You close your laptop at 5:30pm and immediately jump into making dinner, helping with homework, or scrolling your phone. Fifteen minutes later, you still feel wired. An hour later, you're physically home but mentally still at work.
We're trying to make an impossible shift. And our nervous systems are paying the price.
The Airlock Problem
Think about astronauts stepping into space. They don't go straight from their spacecraft into the vacuum. They pass through an airlock chamber that gradually adjusts the pressure.
Your mind needs something similar. A deliberate transition between the pressurized demands of work and the open freedom of your personal time.
But most of us try to make the switch instantly. We close our laptops and expect our brains to flip a switch from "work mode" to "home mode" like we're changing channels.

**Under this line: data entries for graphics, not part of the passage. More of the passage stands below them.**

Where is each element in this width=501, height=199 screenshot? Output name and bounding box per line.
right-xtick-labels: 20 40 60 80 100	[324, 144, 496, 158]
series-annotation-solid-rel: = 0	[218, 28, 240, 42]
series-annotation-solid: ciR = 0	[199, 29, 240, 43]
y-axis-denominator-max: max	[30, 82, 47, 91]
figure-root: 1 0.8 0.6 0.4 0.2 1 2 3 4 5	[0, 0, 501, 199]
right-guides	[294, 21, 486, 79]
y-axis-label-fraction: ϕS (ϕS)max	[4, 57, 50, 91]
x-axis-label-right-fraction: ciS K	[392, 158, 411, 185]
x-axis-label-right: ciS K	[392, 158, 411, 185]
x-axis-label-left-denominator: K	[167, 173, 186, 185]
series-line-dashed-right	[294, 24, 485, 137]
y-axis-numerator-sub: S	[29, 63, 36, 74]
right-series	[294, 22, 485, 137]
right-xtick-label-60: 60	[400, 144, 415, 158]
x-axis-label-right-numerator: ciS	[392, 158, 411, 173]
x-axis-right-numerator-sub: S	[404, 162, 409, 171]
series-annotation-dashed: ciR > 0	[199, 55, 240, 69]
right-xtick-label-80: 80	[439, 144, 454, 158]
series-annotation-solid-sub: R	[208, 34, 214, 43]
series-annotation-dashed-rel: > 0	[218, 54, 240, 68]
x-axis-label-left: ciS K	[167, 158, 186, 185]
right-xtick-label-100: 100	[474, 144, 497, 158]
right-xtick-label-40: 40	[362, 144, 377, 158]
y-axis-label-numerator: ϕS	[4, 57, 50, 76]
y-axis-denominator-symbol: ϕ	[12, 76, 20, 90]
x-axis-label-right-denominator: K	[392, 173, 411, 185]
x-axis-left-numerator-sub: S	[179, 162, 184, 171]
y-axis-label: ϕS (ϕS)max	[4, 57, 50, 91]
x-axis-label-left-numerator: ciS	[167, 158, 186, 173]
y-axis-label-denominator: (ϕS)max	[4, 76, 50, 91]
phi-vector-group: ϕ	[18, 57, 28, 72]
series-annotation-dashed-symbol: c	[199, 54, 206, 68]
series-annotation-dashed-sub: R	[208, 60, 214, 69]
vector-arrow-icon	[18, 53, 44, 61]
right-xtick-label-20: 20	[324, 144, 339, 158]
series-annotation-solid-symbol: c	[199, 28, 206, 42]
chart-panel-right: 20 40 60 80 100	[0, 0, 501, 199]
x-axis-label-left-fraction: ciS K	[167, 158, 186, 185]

Our biology doesn't work that way.
What's Actually Happening in Your Body
When you're in work mode, your body is running a specific chemical cocktail. Cortisol (your stress hormone) is elevated. Your sympathetic nervous system (the "fight or flight" system) is engaged. Your brain is in a state of focused alertness.

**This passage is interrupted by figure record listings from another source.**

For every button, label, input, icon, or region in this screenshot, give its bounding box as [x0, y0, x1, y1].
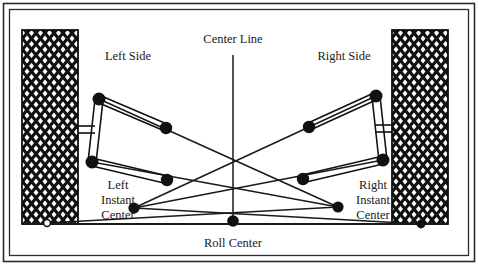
right-tire — [392, 30, 448, 224]
right-lower-ball-joint — [377, 154, 390, 167]
left-lower-ball-joint — [86, 156, 99, 169]
suspension-geometry-figure: Center Line Left Side Right Side Left In… — [0, 0, 478, 265]
left-contact-patch-marker — [44, 220, 51, 227]
right-side-label: Right Side — [317, 49, 371, 63]
right-instant-center-label-line-3: Center — [356, 208, 390, 222]
left-tire-tread — [22, 30, 78, 224]
center-line-label: Center Line — [203, 32, 263, 46]
left-tire — [22, 30, 78, 224]
right-upper-inner-pivot — [303, 121, 315, 133]
right-instant-center-label-line-2: Instant — [356, 193, 391, 207]
left-lower-inner-pivot — [161, 174, 173, 186]
left-instant-center-label-line-3: Center — [101, 208, 135, 222]
right-contact-patch-marker — [417, 220, 426, 229]
right-instant-center-label-line-1: Right — [359, 178, 387, 192]
right-tire-tread — [392, 30, 448, 224]
left-side-label: Left Side — [105, 49, 152, 63]
roll-center-label: Roll Center — [204, 236, 263, 250]
right-upper-ball-joint — [370, 90, 383, 103]
left-upper-inner-pivot — [160, 122, 172, 134]
left-instant-center-label-line-2: Instant — [101, 193, 136, 207]
left-instant-center-label-line-1: Left — [108, 178, 129, 192]
left-upper-ball-joint — [93, 93, 106, 106]
roll-center-point — [227, 215, 239, 227]
right-instant-center-label: Right Instant Center — [356, 178, 391, 222]
right-lower-inner-pivot — [297, 173, 309, 185]
right-instant-center-point — [332, 201, 343, 212]
diagram-canvas: Center Line Left Side Right Side Left In… — [0, 0, 478, 265]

These aren't bad things. This is how you get stuff done.
The problem comes when you try to shift abruptly into relaxation or family time without giving your nervous system the signal that it's safe to downshift.
Dr. Andrew Huberman, a neuroscientist at Stanford, explains that our autonomic nervous system doesn't respond well to instant transitions. It needs gradual cues that the threat (or in this case, the work demands) has passed. Without those cues, your body stays in that elevated state, which is why you feel restless or agitated even after you've "stopped working."
Why Knowledge Work is Different
If you worked in construction or retail, the end of your shift would be obvious. You'd leave the physical location, change out of your uniform, and start the commute home. The work would be visibly done.
Knowledge work doesn't have these natural boundaries. Your work lives on a screen you can access from anywhere. Your projects are never fully "complete" in the traditional sense. There's no factory whistle, no manager saying "you can go home now."
This makes the mental transition harder. Your brain doesn't have clear environmental cues that work is over. You have to create them yourself.
Three Transition Rituals That Actually Work
The goal isn't to find the "perfect" ritual. It's to find something consistent that signals to your nervous system: work is done, you can let go now.
1. The Physical Marker
Change something about your physical state. This could be changing out of your work clothes, going for a short walk around the block, or doing a quick exercise session. Physical movement helps metabolize cortisol and gives your nervous system a clear "end point."
Some people swear by the wardrobe change. Others won't start their evening without a 10-minute walk. Find what feels natural to you.
2. The Reset Routine
Create a consistent 5-minute "closing down" process. Shut down your computer properly. Tidy your workspace. Review what's on deck for tomorrow and write it down somewhere. Clear your desk. Resetting your environment to pre-work time signals to your brain that there is nothing left to do today.
This isn't busywork. You're creating a ritual that tells your brain "we've completed the transition." Dr. Cal Newport calls this a "shutdown complete" practice, and he credits it with helping him maintain strict work-life boundaries despite running multiple demanding projects.
3. The Mental Debrief
Spend 5 minutes processing what happened today and what's coming tomorrow. This could be talking it through with someone, voice recording your thoughts, or using a structured journaling practice (like OFF: A Post-Work Journal).
The key is externalizing those work thoughts instead of letting them loop in your head all evening. Your brain can relax when it knows the information is recorded somewhere outside your memory.
Start Small
You don't need to implement all three rituals. Pick one that feels most doable right now. Maybe it's as simple as changing into comfortable clothes and taking three deep breaths before you leave your workspace.
Do that same thing tomorrow. And the day after.
Your nervous system will catch on. It just needs you to teach it where work ends and life begins.
Your Move
What's one small, repeatable action you could do every day to mark the end of your workday? Not something you "should" do. Something you'd actually follow through on.
Try it for five work days and see if you notice a difference in how your evenings feel.
The work will be there tomorrow. Tonight belongs to you.